Businesses are allowed to destroy inventory and then write that off. In this case I guess the movie is the inventory.
nobody is paying the company money.

It is closer to burning down your house to avoid property or sales tax.

If I burn down my house and claim insurance or tax losses, they’ll laugh and send me to jail. Explain how a corporation doing the effectively the same thing should get a write off. It’s a sham.
In your scenario the illegal parts would be:

1. claiming insurance on it. AFAIK this isn't applicable in the case of the movie

2. endangering other houses by doing it in a non-approved way

Other than that setting houses that you own on fire isn't illegal.

It's not the same because the tax code is, even more than the rest of the law, really just made up.

It just tells you when you have to pay and when you don't have to pay. If they didn't explicitly write in that you're not allowed to burn a movie, then burning a movie gets you a tax break. End of.
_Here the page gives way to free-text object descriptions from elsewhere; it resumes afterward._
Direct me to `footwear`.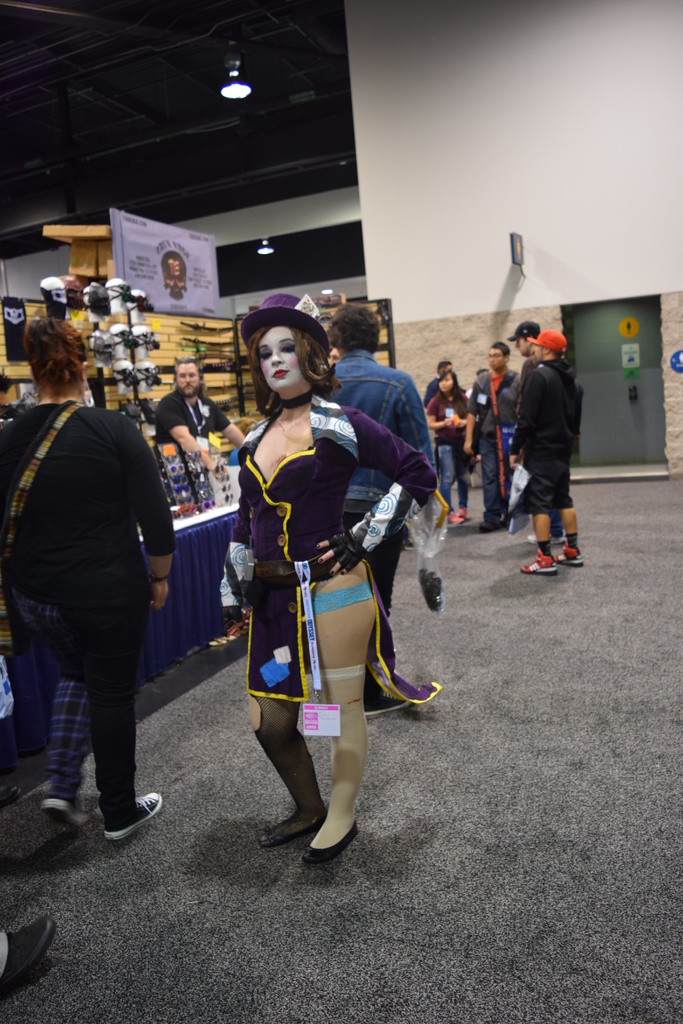
Direction: <bbox>557, 536, 584, 568</bbox>.
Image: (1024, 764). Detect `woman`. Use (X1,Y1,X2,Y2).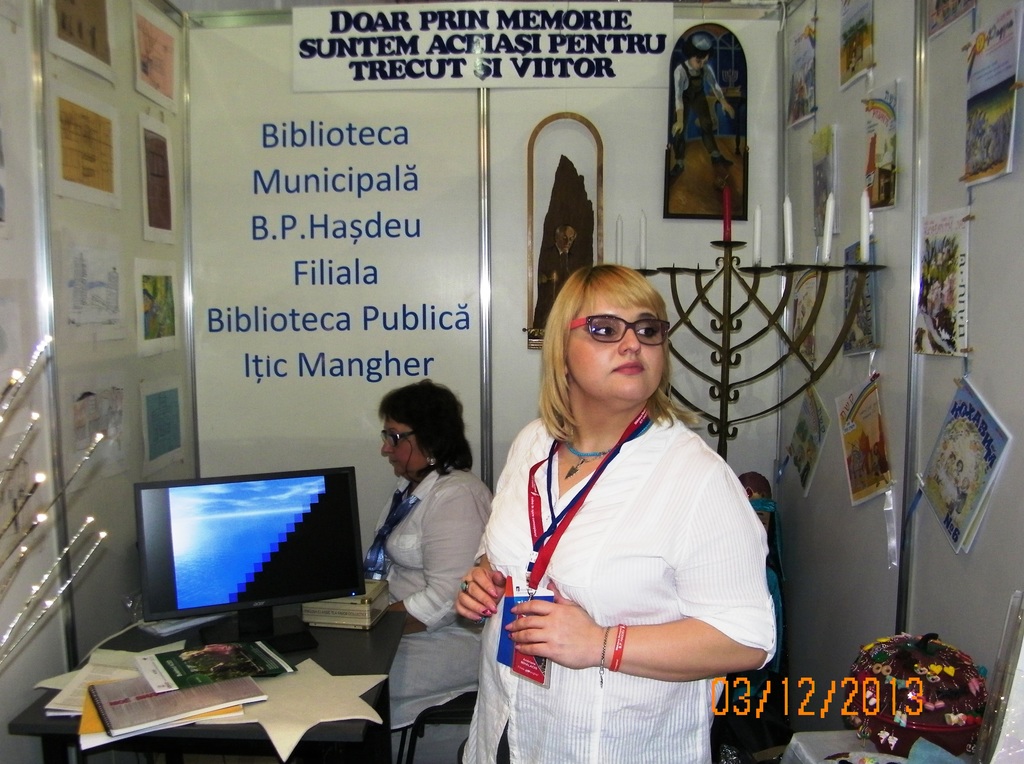
(383,378,493,760).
A company buys a balloon making machine for $100k. They use the machine and depreciate it over the years to $20k, getting $80k of deductions over the years. They decide to stop making these balloons. Someone offers them $1k but they decline. They destroy the machine, and have a $20k loss on their taxes.
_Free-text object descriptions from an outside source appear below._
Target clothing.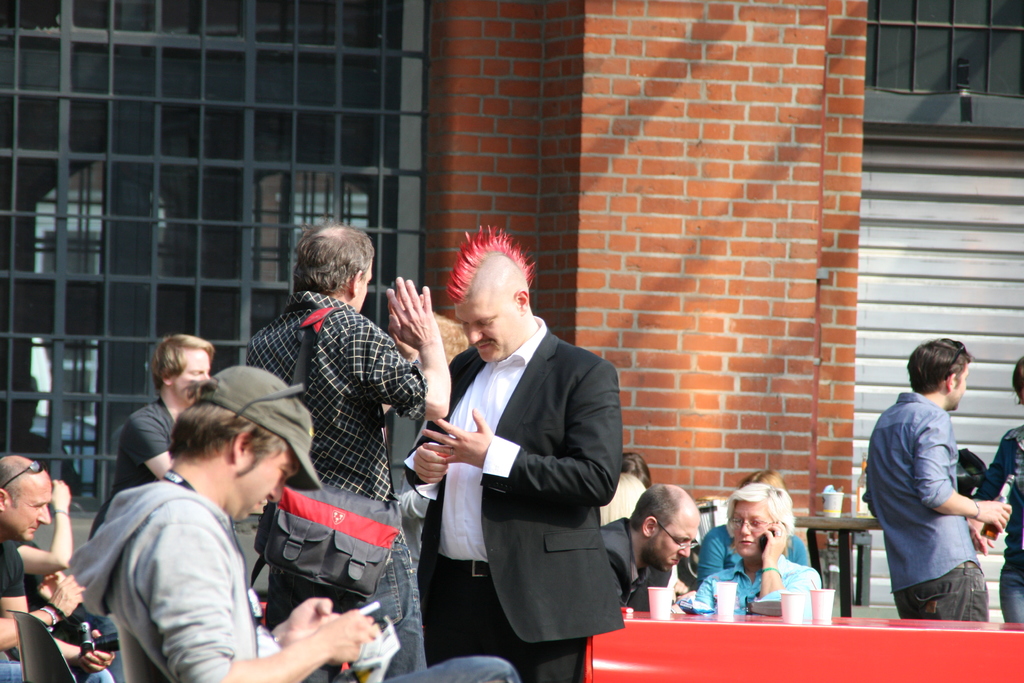
Target region: bbox(870, 391, 984, 618).
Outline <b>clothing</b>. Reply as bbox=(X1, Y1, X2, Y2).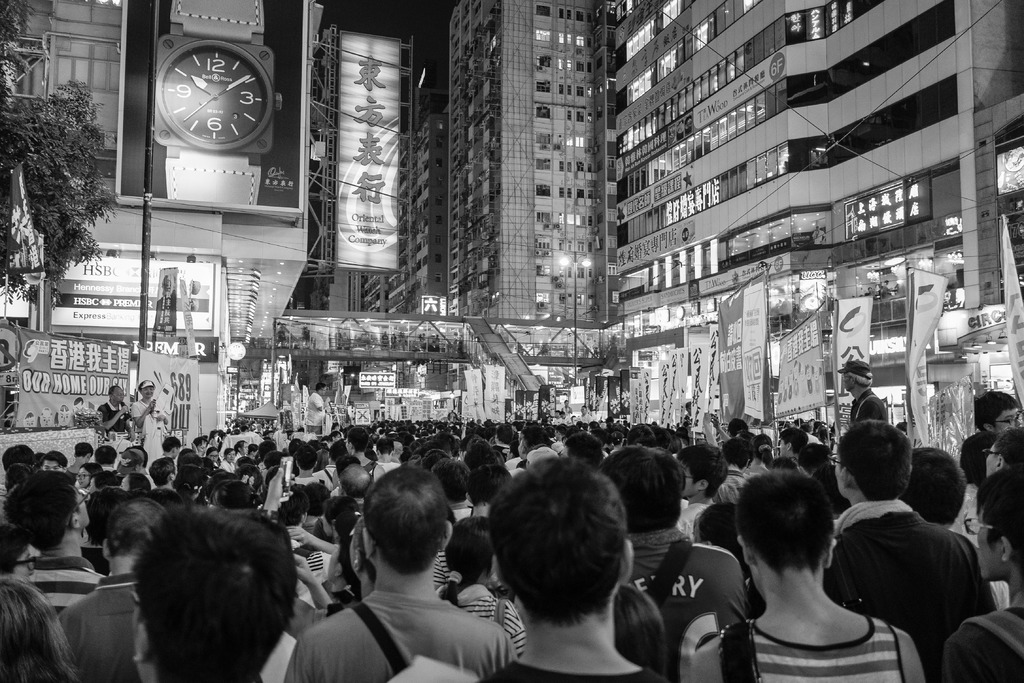
bbox=(291, 541, 329, 598).
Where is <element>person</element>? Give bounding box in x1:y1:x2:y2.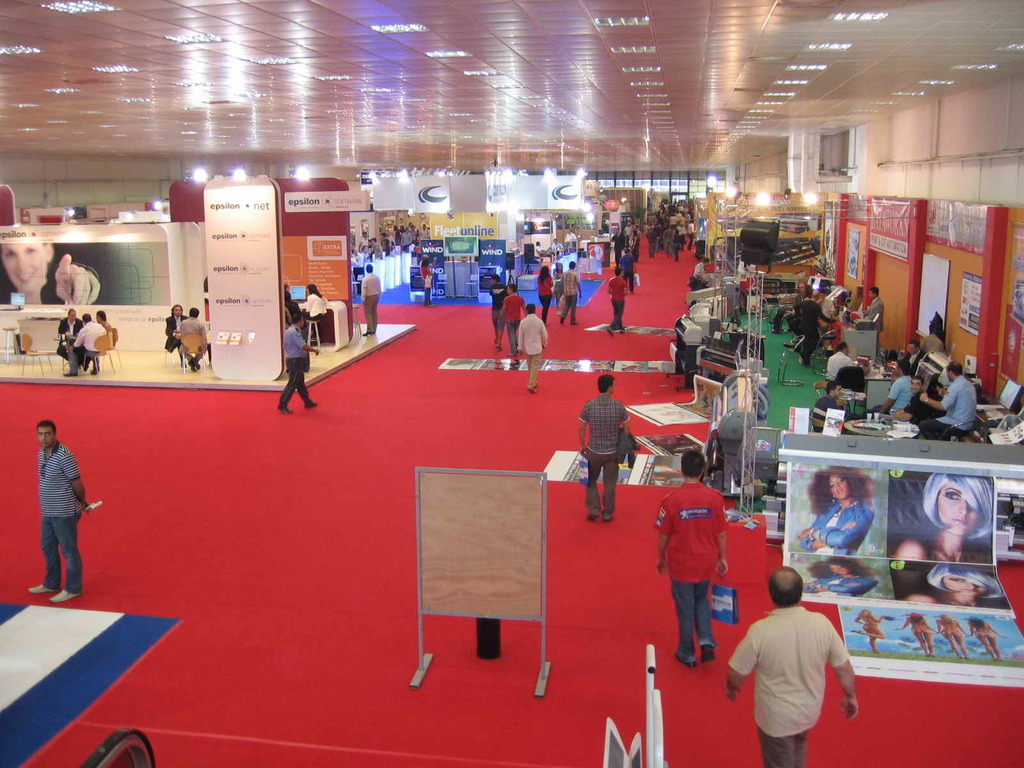
871:356:911:415.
This is all above board, totally normal behavior. There are reasons to be against destroying these movies, but tax fraud really isn’t one of them. They actually did take the loss of whatever was the remaining value of that asset.

The deductible losses are supposed to be incurred in pursuit of profit. Not every expense a business incurs is tax deductible. Not even trying to sell it calls into question whether it was in pursuit of profit. They’re expecting the American tax payer to make up the shortfall and that’s likely based on Hollywood’s unique accounting practices, which has a tendency to inflate the claimed expense amount.
>Not every expense a business incurs is tax deductible.
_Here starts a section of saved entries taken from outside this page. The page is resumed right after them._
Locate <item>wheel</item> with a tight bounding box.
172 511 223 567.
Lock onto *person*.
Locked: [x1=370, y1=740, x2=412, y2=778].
True, there are multiple reasons why some expenses aren't deductible, but AFAIK no such exception exists for "intentionally destroying it".

>and that’s likely based on Hollywood’s unique accounting practices, which has a tendency to inflate the claimed expense amount.

See my other comment here: https://news.ycombinator.com/item?id=39339493

There's no way that you can save taxes by doing this.

You make a good point. When somebody says something should be illegal, the clever route of discussion is to repeatedly point out that it is not currently illegal — a fact that both of you agree about, since that is the premise for making the statement that it should be illegal.
We aren't arguing that it's tax fraud by definition, but that it should be considered fraud. If the tax code incentivizes destroying something then that seems like a defect of the tax code.
If you re-read my prior comment, you'd see my complaint is that it's not "fraud" by any reasonable definition because deception is not involved, not that it should or should not be allowed.

> "fraud" doesn't mean "losing money in a manner I don't like", so I ask again: where's the deception here?

the deception is assigning a zero value to the movie, when it's not zero.
It is zero when the hard drive holding the only copy is degaussed.
no, if you had an offer for $30M, then that was the value.
And the value went to $0 after destroying it. I don't see what's the issue is here.
How so if funded by private capital?
The studio is effectively funded by taxpayer dollars (the tax writeoff)
Tax write-off means you don't pay the taxes. It doesn't mean a full refund of 100% of the cost by the government.
That they lost money on the film.
If you spent a bunch of time and resources making a movie, and then decide to shred it, did you not lose money?
If I burn down my house, I lose money. Should I be able to claim insurance on that?
If your insurance policy covers that (unlikely because of this exact situation), then sure.
No insurance company in the world will pay out insurance if you commit arson against your own house because that's stupid. Same thing should apply here. Destroying a film to get a tax break at the very least should incur penalties
The penalty is that they lose money at the end of the day. It is not a sustainable business practice.